A small yet decisive voice inside me said yes. If he asked, I would go anywhere if it meant we could be together.
This was love, I realized. Love forged by the urgency of his situation, perhaps, but love nonetheless. It felt so awful and absurd for me to discover it under these circumstances, though, because it would never happen.
Then Eddie returned, overwhelming my circuitry by sidling up to me. I felt his body skim mine, and we looked at each other. His face was expressionless. We walked in silence until we were outside. “They just gave me this,” he finally said, revealing his new employment authorization card, cupped inside his palm as if he had just performed a magic trick.

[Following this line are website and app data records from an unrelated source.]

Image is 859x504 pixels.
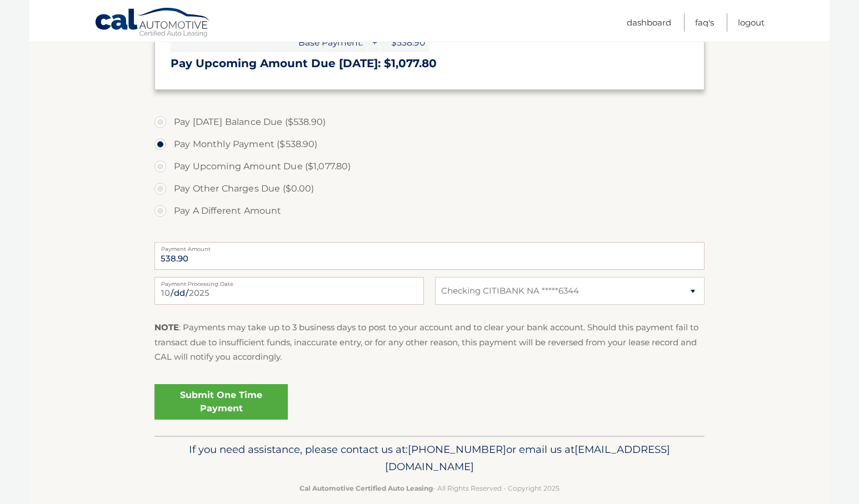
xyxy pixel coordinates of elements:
[379,33,430,52] span: $538.90
[154,320,705,364] p: : Payments may take up to 3 business days to post to your account and to clear your bank account....
[154,156,705,178] label: Pay Upcoming Amount Due ($1,077.80)
[154,277,424,305] input: Payment Date
[627,13,671,32] a: Dashboard
[154,111,705,133] label: Pay [DATE] Balance Due ($538.90)
[154,322,179,333] strong: NOTE
[154,200,705,223] label: Pay A Different Amount
[171,57,688,71] h3: Pay Upcoming Amount Due [DATE]: $1,077.80
[300,485,433,492] strong: Cal Automotive Certified Auto Leasing
[695,13,714,32] a: FAQ's
[154,133,705,156] label: Pay Monthly Payment ($538.90)
[171,33,367,52] span: Base Payment:
[95,7,211,40] a: Cal Automotive
[408,444,507,456] span: [PHONE_NUMBER]
[154,277,424,286] label: Payment Processing Date
[368,33,379,52] span: +
[161,482,698,495] p: - All Rights Reserved - Copyright 2025
[738,13,765,32] a: Logout
[154,242,705,270] input: Payment Amount
[154,385,288,420] a: Submit One Time Payment
[161,441,698,477] p: If you need assistance, please contact us at: or email us at
[154,242,705,251] label: Payment Amount
[154,178,705,200] label: Pay Other Charges Due ($0.00)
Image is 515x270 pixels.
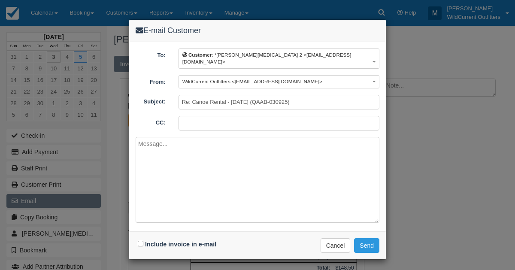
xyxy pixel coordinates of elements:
[182,79,322,84] span: WildCurrent Outfitters <[EMAIL_ADDRESS][DOMAIN_NAME]>
[179,75,379,88] button: WildCurrent Outfitters <[EMAIL_ADDRESS][DOMAIN_NAME]>
[354,238,379,253] button: Send
[179,48,379,69] button: Customer: *[PERSON_NAME][MEDICAL_DATA] 2 <[EMAIL_ADDRESS][DOMAIN_NAME]>
[129,48,172,60] label: To:
[129,95,172,106] label: Subject:
[129,116,172,127] label: CC:
[145,241,216,248] label: Include invoice in e-mail
[188,52,212,58] b: Customer
[129,75,172,86] label: From:
[136,26,379,35] h4: E-mail Customer
[321,238,351,253] button: Cancel
[182,52,351,65] span: : *[PERSON_NAME][MEDICAL_DATA] 2 <[EMAIL_ADDRESS][DOMAIN_NAME]>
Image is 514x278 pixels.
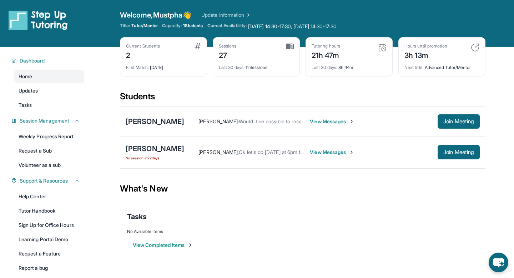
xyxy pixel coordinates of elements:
[131,23,158,29] span: Tutor/Mentor
[20,177,68,184] span: Support & Resources
[219,65,244,70] span: Last 30 days :
[120,10,191,20] span: Welcome, Mustpha 👋
[311,49,340,60] div: 21h 47m
[198,118,239,124] span: [PERSON_NAME] :
[488,252,508,272] button: chat-button
[14,70,84,83] a: Home
[126,49,160,60] div: 2
[120,23,130,29] span: Title:
[126,143,184,153] div: [PERSON_NAME]
[219,43,237,49] div: Sessions
[14,204,84,217] a: Tutor Handbook
[443,119,474,123] span: Join Meeting
[207,23,247,30] span: Current Availability:
[14,218,84,231] a: Sign Up for Office Hours
[201,11,251,19] a: Update Information
[349,118,354,124] img: Chevron-Right
[404,43,447,49] div: Hours until promotion
[162,23,182,29] span: Capacity:
[378,43,386,52] img: card
[17,177,80,184] button: Support & Resources
[194,43,201,49] img: card
[198,149,239,155] span: [PERSON_NAME] :
[239,149,316,155] span: Ok let's do [DATE] at 6pm for now
[19,87,38,94] span: Updates
[14,261,84,274] a: Report a bug
[14,190,84,203] a: Help Center
[219,60,294,70] div: 11 Sessions
[120,91,485,106] div: Students
[20,117,69,124] span: Session Management
[127,211,147,221] span: Tasks
[14,130,84,143] a: Weekly Progress Report
[14,144,84,157] a: Request a Sub
[126,43,160,49] div: Current Students
[311,65,337,70] span: Last 30 days :
[127,228,478,234] div: No Available Items
[19,101,32,108] span: Tasks
[133,241,193,248] button: View Completed Items
[248,23,336,30] span: [DATE] 14:30-17:30, [DATE] 14:30-17:30
[437,114,480,128] button: Join Meeting
[311,43,340,49] div: Tutoring hours
[310,118,354,125] span: View Messages
[219,49,237,60] div: 27
[14,158,84,171] a: Volunteer as a sub
[126,155,184,161] span: No session in 22 days
[14,84,84,97] a: Updates
[20,57,45,64] span: Dashboard
[471,43,479,52] img: card
[311,60,386,70] div: 8h 44m
[244,11,251,19] img: Chevron Right
[404,60,479,70] div: Advanced Tutor/Mentor
[14,98,84,111] a: Tasks
[349,149,354,155] img: Chevron-Right
[310,148,354,156] span: View Messages
[120,173,485,204] div: What's New
[404,65,424,70] span: Next title :
[14,247,84,260] a: Request a Feature
[126,60,201,70] div: [DATE]
[183,23,203,29] span: 1 Students
[14,233,84,245] a: Learning Portal Demo
[443,150,474,154] span: Join Meeting
[9,10,68,30] img: logo
[19,73,32,80] span: Home
[17,117,80,124] button: Session Management
[437,145,480,159] button: Join Meeting
[286,43,294,50] img: card
[126,116,184,126] div: [PERSON_NAME]
[126,65,149,70] span: First Match :
[404,49,447,60] div: 3h 13m
[17,57,80,64] button: Dashboard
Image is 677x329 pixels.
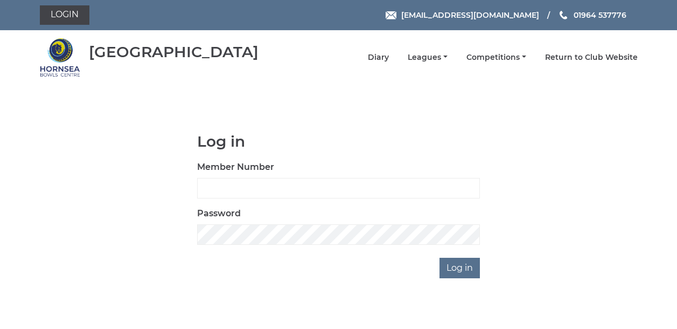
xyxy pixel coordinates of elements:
[408,52,448,63] a: Leagues
[440,258,480,278] input: Log in
[386,9,539,21] a: Email [EMAIL_ADDRESS][DOMAIN_NAME]
[545,52,638,63] a: Return to Club Website
[197,207,241,220] label: Password
[368,52,389,63] a: Diary
[560,11,567,19] img: Phone us
[197,161,274,174] label: Member Number
[40,5,89,25] a: Login
[558,9,627,21] a: Phone us 01964 537776
[197,133,480,150] h1: Log in
[89,44,259,60] div: [GEOGRAPHIC_DATA]
[467,52,526,63] a: Competitions
[574,10,627,20] span: 01964 537776
[386,11,397,19] img: Email
[40,37,80,78] img: Hornsea Bowls Centre
[401,10,539,20] span: [EMAIL_ADDRESS][DOMAIN_NAME]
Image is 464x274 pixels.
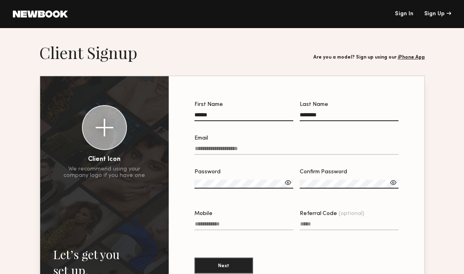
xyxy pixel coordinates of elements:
[300,211,398,217] div: Referral Code
[339,211,364,217] span: (optional)
[88,157,120,163] div: Client Icon
[398,55,425,60] a: iPhone App
[194,136,398,141] div: Email
[194,102,293,108] div: First Name
[194,211,293,217] div: Mobile
[194,169,293,175] div: Password
[194,221,293,231] input: Mobile
[300,221,398,231] input: Referral Code(optional)
[194,258,253,274] button: Next
[300,102,398,108] div: Last Name
[424,11,451,17] div: Sign Up
[39,43,137,63] h1: Client Signup
[395,11,413,17] a: Sign In
[300,112,398,121] input: Last Name
[194,180,293,189] input: Password
[313,55,425,60] div: Are you a model? Sign up using our
[194,112,293,121] input: First Name
[300,180,398,189] input: Confirm Password
[63,166,145,179] div: We recommend using your company logo if you have one
[194,146,398,155] input: Email
[300,169,398,175] div: Confirm Password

It wasn’t a magic trick but a bureaucratic mess.
We wouldn’t know the truth for two years, after we married, when, during our own green-card interview, we were told that Eddie’s file had been lost back then. So when he had requested his work reauthorization on that warm September day, they didn’t know about his divorce and its implications for his immigration status. They had simply stamped his papers and then sent him on his way.
Now they were sending us on our way with Eddie’s status in limbo until they found his file.
Ten months later, in December 2001, I finally received Eddie’s green card in the mail while holding our month-old son in my arms. Eddie wasn’t there to receive it. He had died on Sept. 11, his second day at work as a senior broker at Cantor Fitzgerald.
That was nearly 17 years ago. Our son is now a young man. My separation from Eddie is permanent and unbreachable.
Meanwhile, I bear witness to the daily ruptures, the breaking of loving bonds between husbands and wives, parents and children, sisters and brothers. I see their pictures and watch their final embraces (if they are even allowed to have them). All of this love denied by a system and political view that turns what should be so easy and possible into something so cruel and impossible.